Will He Care?

By Jeff Hendershott


This is Kristian Bradley Stoots (December 14, 2006)

Grandson of Pvt.Jeff Hendershott, 64 Ohio Volunteer Infantry, Civil War Reenactors, Company A (retired).

Great, Great, Great, Great Grandson of Sgt. Hiram Bell, 64th Ohio Volunteer Infantry, Company A, 1861-1865.

For those of you who have "been there, done that," becoming a grandparent for the first time lends itself to a wide range of emotions and joy.  After Kristian’s birth, he spent five days in a children's specialty hospital for a wide array of tests due to some complications at birth.  But now he's home, healthy, and ready to listen to "grandpa's" stories about the Civil War, his ancestry, and other facts (and hyperbole!)  related directly to his heritage.

Or is he?

OK, OK, certainly not yet.  I'll give him a couple years, or maybe longer.

Seriously, will he, when the right age comes, be interested at all?  Will he find it intriguing that he had a great-great grand-uncle who served with the Liberation Forces during World War II?  Or how about the fact that his 4th great-grandfather Hiram Bell survived all four years of the Civil War and lived to old age?  What about his I've lost count of how many "greats" grandfather Silas Purdy, who was a Captain in the Revolutionary War?

Or will he take one look at me and wonder if all Civil War reenactors back in the 1990's were "Tubby Bearded Guys" just like grandpa?  (Sorry, couldn't help myself). Well, his mother, my daughter, reenacted, so I guess there were some good looking dames playing civilians, at least!

Why, you ask, why am I wondering this?

I wonder because of the loss of interest in our American heritage.  We "history nuts" tend to forget that not everyone is interested in things like the Civil War, places like Williamsburg and Shiloh, and people like Nathan Bedford Forrest and William T. Sherman and Thomas Jefferson and John Adams.

Don't believe me?  Walk into most public school history classes and see for yourself.  Maybe worse, walk into a UNIVERSITY history class and witness the disinterest first-hand!  Read the studies yourself - the data is out there and certainly frightening.  We've, as a nation, contracted one serious bad case of "heritage amnesia," for lack of a better way to put it.  Don't believe me - look it up for yourself.

Even as a teacher, I still wonder why so few care!  I have no answers.

I promised not to rant, so I won't.  Just remember, however, we, the history lovers, are trying hard, very hard, to keep out heritage alive one way or another.  We go beyond attending the Memorial Day parades and ceremonies (which we should do).  We feel a deeper passion, a reverence, for our ancestors and heritage that goes beyond getting all misty eyed when hearing Lee Greenwood sing "God Bless the USA."  It's more than hanging a flag out on July 4th.
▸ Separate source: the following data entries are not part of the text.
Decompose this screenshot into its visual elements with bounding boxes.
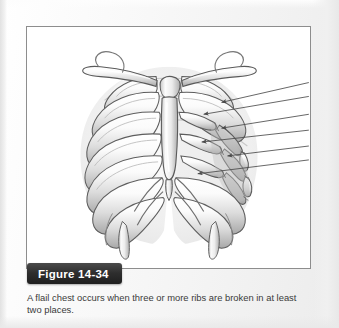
fracture-callout-1 bbox=[222, 83, 309, 103]
figure-number-banner: Figure 14-34 bbox=[27, 263, 122, 284]
page-edge-bottom bbox=[0, 316, 339, 328]
ribcage-illustration bbox=[27, 27, 310, 268]
page-edge-left bbox=[0, 0, 7, 328]
figure-number-label: Figure 14-34 bbox=[38, 268, 109, 280]
sternum-body bbox=[161, 97, 177, 180]
illustration-panel bbox=[26, 26, 311, 269]
page-edge-right bbox=[313, 0, 339, 328]
page-edge-top bbox=[0, 0, 339, 8]
manubrium bbox=[160, 76, 180, 98]
figure-caption: A flail chest occurs when three or more … bbox=[27, 292, 305, 317]
figure-page: Figure 14-34 A flail chest occurs when t… bbox=[0, 0, 339, 328]
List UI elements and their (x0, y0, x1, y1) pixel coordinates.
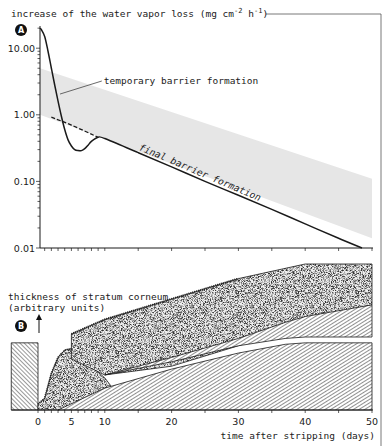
panel-a-badge: A (15, 24, 27, 36)
x-tick-label-b: 5 (68, 416, 74, 427)
temporary-annotation: temporary barrier formation (104, 75, 258, 86)
x-tick-label-b: 20 (166, 416, 178, 427)
x-tick-label-b: 30 (232, 416, 244, 427)
y-tick-label-a: 10.00 (8, 43, 35, 54)
x-tick-label-b: 10 (99, 416, 111, 427)
svg-text:A: A (18, 26, 25, 35)
panel-a-plot: 10.001.000.100.01temporary barrier forma… (8, 26, 373, 254)
svg-text:B: B (18, 322, 24, 331)
y-tick-label-a: 0.01 (14, 243, 35, 254)
figure: increase of the water vapor loss (mg cm-… (0, 0, 389, 446)
panel-b-y-title: thickness of stratum corneum (8, 291, 168, 302)
x-tick-label-b: 0 (35, 416, 41, 427)
up-arrow-icon (36, 314, 42, 333)
x-tick-label-b: 50 (366, 416, 378, 427)
x-axis-title: time after stripping (days) (221, 430, 375, 441)
temporary-barrier-band (40, 68, 372, 238)
panel-b-y-unit: (arbitrary units) (8, 302, 105, 313)
original-stratum-corneum-layer (11, 343, 38, 410)
x-tick-label-b: 40 (299, 416, 311, 427)
y-tick-label-a: 0.10 (14, 176, 35, 187)
panel-b-plot: 051020304050 (11, 264, 378, 427)
panel-b-badge: B (15, 320, 27, 332)
panel-a-y-title: increase of the water vapor loss (mg cm-… (11, 7, 268, 19)
y-tick-label-a: 1.00 (14, 109, 35, 120)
I know you reenactors FEEL what I am saying.

So I'm going to try to pass it on to this young fellow.  But I'm less and less confident that it will "take."  Maybe, maybe not.  My daughters seemed to "get it" growing up.  My 9 year old says "cool" but still doesn't seem to grasp the concept (too young still)?  Probably.

But again, I'm going to try, and try hard.  If I used to be willing to put on wool clothes in 90 degree heat for a weekend to try and help hundreds of strangers "to never forget," it's the least I owe my grandson, and Hiram Bell…

 

POSTSCRIPT FROM JONAH BEGONE: I share Jeff’s concern about the rising generation. One of my many interests is genealogy; nobody else in my family seems to be willing to do it. But that’s okay. I do the research, simply put, because I have to. The puzzle of who I am and where I came from compels me to spend long hours on ancestry.com, rootsweb.com and familysearch.com. I am happy to state that where I had a knowledge base of about zero when I was a kid – I never even met my grandparents – I now have many of my family’s lines on both sides documented back to the 1600’s and further. Even better, it’s all neatly packaged on a software program along with links to scanned photographs and documents. And I can have the computer quickly tell me what the relationships are. It’s a priceless heritage I can leave to my children, and my children’s children. But… will they care?

My son seems somewhat interested, but I can tell that the information isn’t as essential to him at this point in his life as it is to me. My daughters are somewhat less interested. Telling them that they are tenth cousins to Madonna and Celine Dion (sad, but true) only partially piques their interest. But that’s all right; I think that they’ll only fully realize what I’ve accomplished later in their lives, when they have children of their own and wonder about the rising generation as Jeff and I have done.